Security forces fired bullets and tear gas at the scene of the El Fath mosque in Cairo after an exchange of heavy gunfire outside spilled into the building on Saturday. Hundreds of pro-Morsi protesters had barricaded themselves inside overnight.
Egyptian security unleashed a barrage of bullets after gunmen opened fire at security from a second-story window at around 2 pm local time. One lone gunman started shooting from one of the mosque’s minarets, forcing the surrounding crowds to take cover. A small explosion was heard by journalists present at the scene.
“Nobody here is safe, they are shooting inside the mosque,” one woman told Al Jazeera by telephone as the mayhem began. Loud firing could be heard in the background.

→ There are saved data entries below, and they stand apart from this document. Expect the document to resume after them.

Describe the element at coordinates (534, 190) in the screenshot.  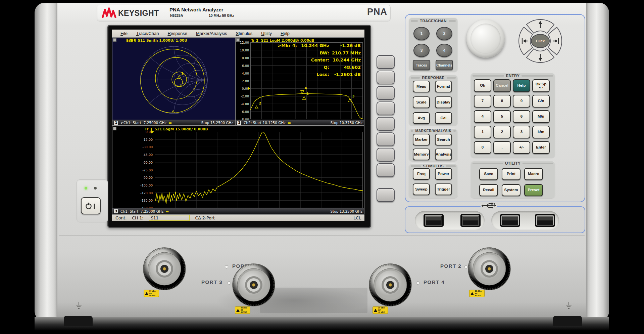
I see `utility-key-preset: Preset` at that location. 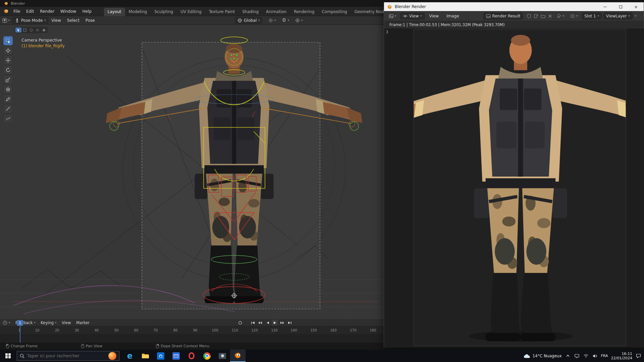 I want to click on image-menu-view: View, so click(x=434, y=16).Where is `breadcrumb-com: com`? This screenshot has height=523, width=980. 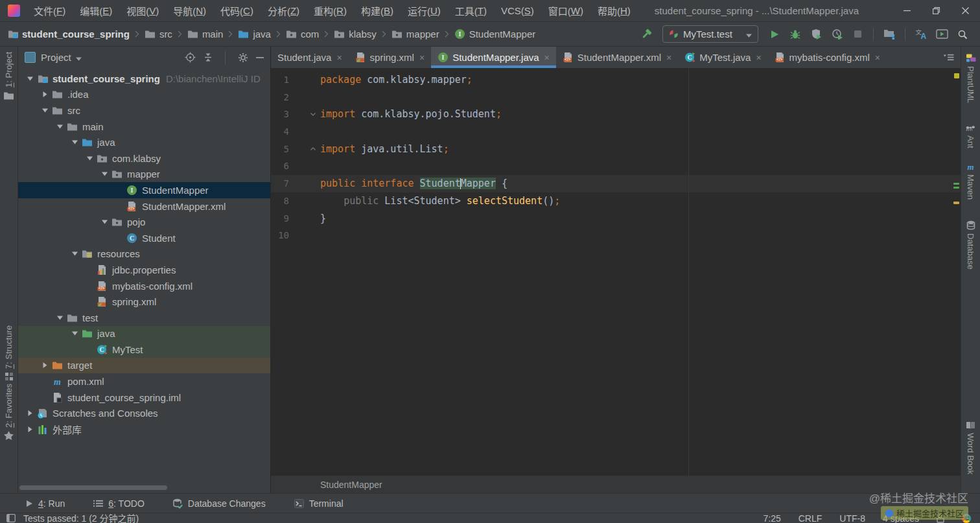
breadcrumb-com: com is located at coordinates (302, 34).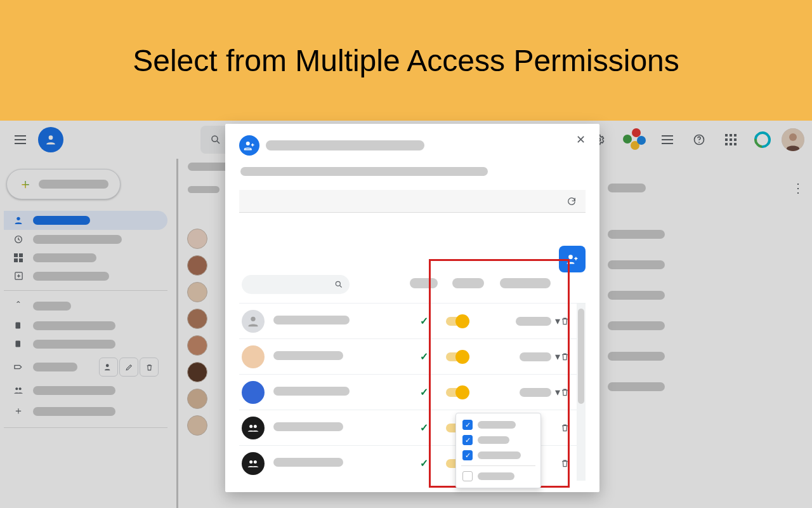 The height and width of the screenshot is (508, 812). I want to click on add-delegate-button, so click(572, 259).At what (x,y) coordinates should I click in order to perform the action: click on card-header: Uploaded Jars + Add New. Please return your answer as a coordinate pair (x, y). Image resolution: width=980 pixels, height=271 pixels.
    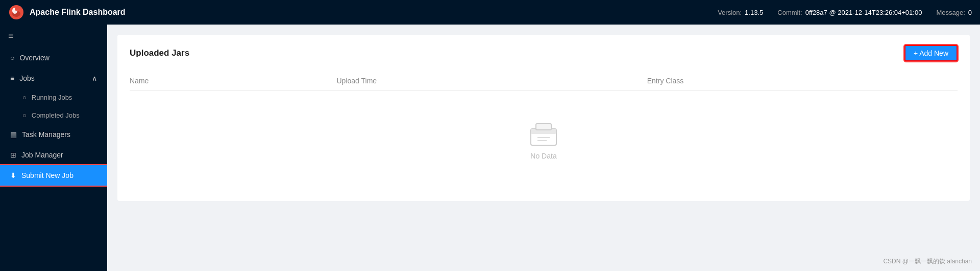
    Looking at the image, I should click on (544, 53).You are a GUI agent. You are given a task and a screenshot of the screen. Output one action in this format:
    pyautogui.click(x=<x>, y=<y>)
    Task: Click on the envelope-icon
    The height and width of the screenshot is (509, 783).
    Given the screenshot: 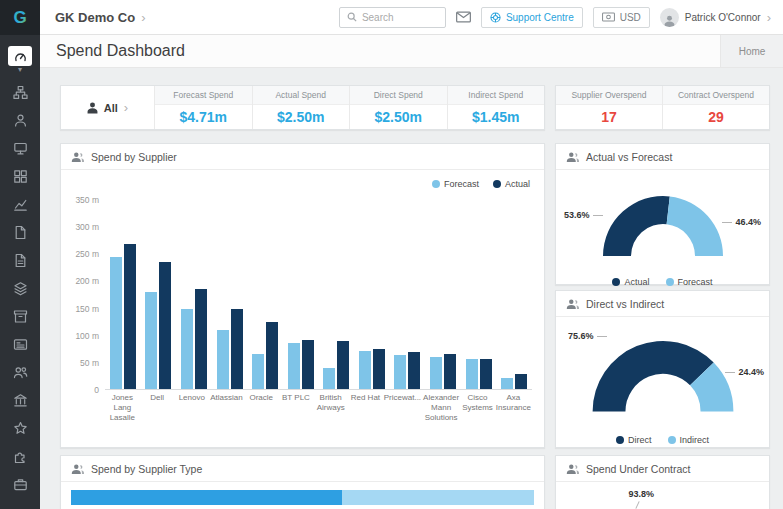 What is the action you would take?
    pyautogui.click(x=464, y=17)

Some foreign journalists were detained by a crowd amidst the ensuing shower of bullets. Two Western journalists – Matt Bradley, of The Wall Street Journal, and Alastair Beach, of The Independent – were taken into an army vehicle for their own protection.
Earlier in the day, soldiers peacefully entered the mosque, apparently to peacefully negotiate with protesters and some had successfully managed a safe exit from the building. Hundreds of Morsi supporters sought refuge in the building since protests turned violent Friday. The mosque was serving as a field hospital and morgue after the crackdown.

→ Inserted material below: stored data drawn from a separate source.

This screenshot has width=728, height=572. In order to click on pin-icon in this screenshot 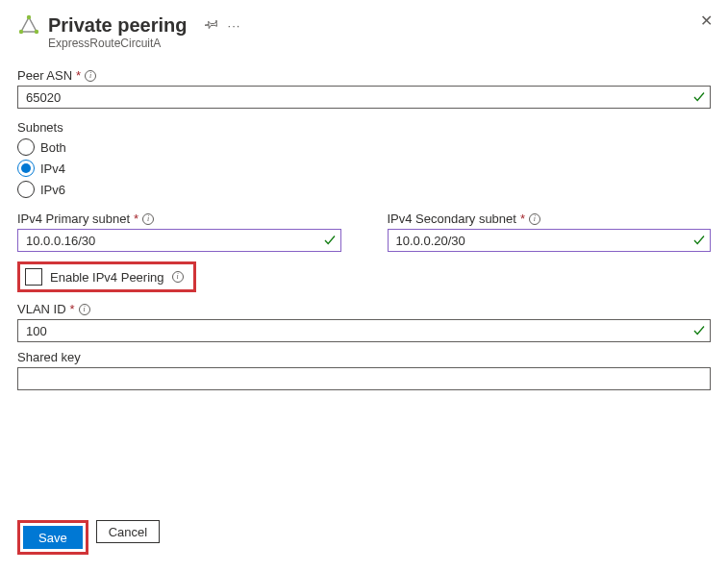, I will do `click(212, 25)`. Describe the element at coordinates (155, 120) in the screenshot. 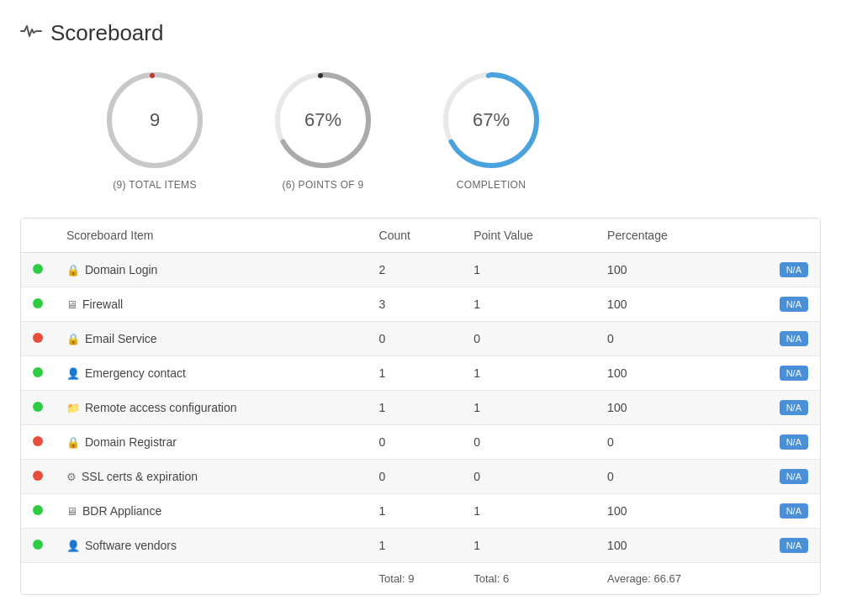

I see `gauge-circle-total-items: 9` at that location.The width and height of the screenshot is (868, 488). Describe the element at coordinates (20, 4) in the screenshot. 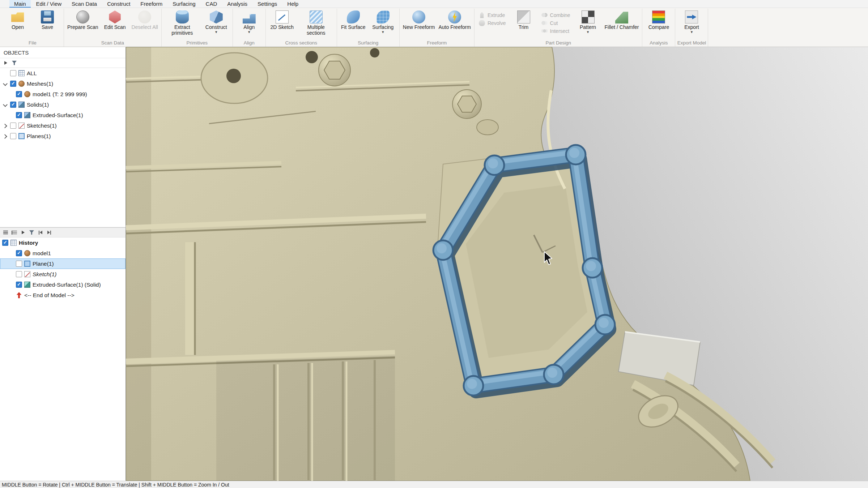

I see `menu-main: Main` at that location.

A Muslim cleric, Sheik Abdel-Hafiz el-Maslami, told AP that people were afraid to exit the mosque from a fear of detention or the possibility of being attacked by the crowd outside.
Small groups emerged from the mosque late Saturday morning. The head of the Doctors’ Syndicate told Ahram Online that 1,500 protesters and 31 doctors had asked for a safe exit corridor early in the morning.
“They demand a safe exit because they fear if they leave the mosque they will be arrested and humiliated. They want to go out in the presence of human rights representatives, media personnel and members of the Doctors Syndicate to make sure this will not happen,” medic Ahmed Hussein said.
Earlier, AFP reported that soldiers offered to evacuate women but insisted on questioning men, which the protesters refused. “Thugs tried to storm the mosque but the men barricaded the doors,” the agency quoted one of the people inside the mosque as saying.
The Egyptian Army posted a statement on its Facebook page on Saturday, dismissing what it described as “lies and false claims” by Muslim Brotherhood supporters. The army said it had been providing a safe exit corridor to people inside Cairo’s El Fath mosque, and said some media agencies had“deliberately falsified the facts.”